Mass Suspension at Pittsburgh School for Bypassing Filter

Dozens of students have been suspended for a day from a school district in Pittsburgh for using a program that allowed them to get around their school's Web filter. According to local news coverage, Brentwood Borough School District in Pennsylvania suspended at least 100 students after catching them using Ultrasurf, a free tool that allows users to bypass firewalls and make their online identities anonymous.

The school sent out letters informing parents about the suspension. Students also received 15 demerits and have been banned from using school computers for the next nine weeks.

Although school officials declined to comment to reporters, at least one parent was quoted in CBS affiliate reporting as blaming school personnel rather than her child for the infraction of the district's acceptable use policy. "Kids should not have been punished for this; they should have punished the person in charge of security; they should have been doing their job," she said.

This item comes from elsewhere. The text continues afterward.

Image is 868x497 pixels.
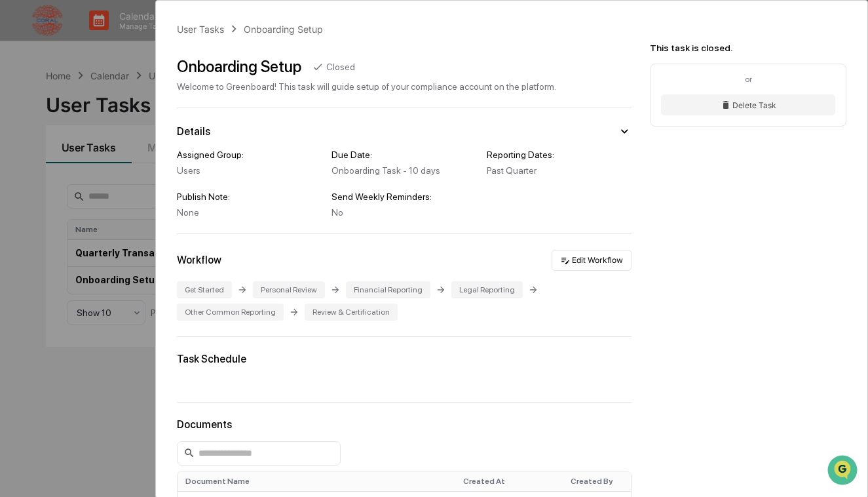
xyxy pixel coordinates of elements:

As reported by the Pittsburgh Tribune-Review, one student, a senior and a member of the National Honor Society who was part of the reprimand, said, "I thought it was just a way to get my schoolwork done. I didn't know the severity or the consequences of using this."

According to district policy 815 regulating acceptable use of the Internet, disabling or bypassing the Internet blocking or filtering software without authorization is prohibited. Failure to comply shall result, the document states, "in usage restrictions, loss of access privileges, disciplinary action, and/or legal proceedings."

About the Author

Dian Schaffhauser is a former senior contributing editor for 1105 Media's education publications THE Journal, Campus Technology and Spaces4Learning.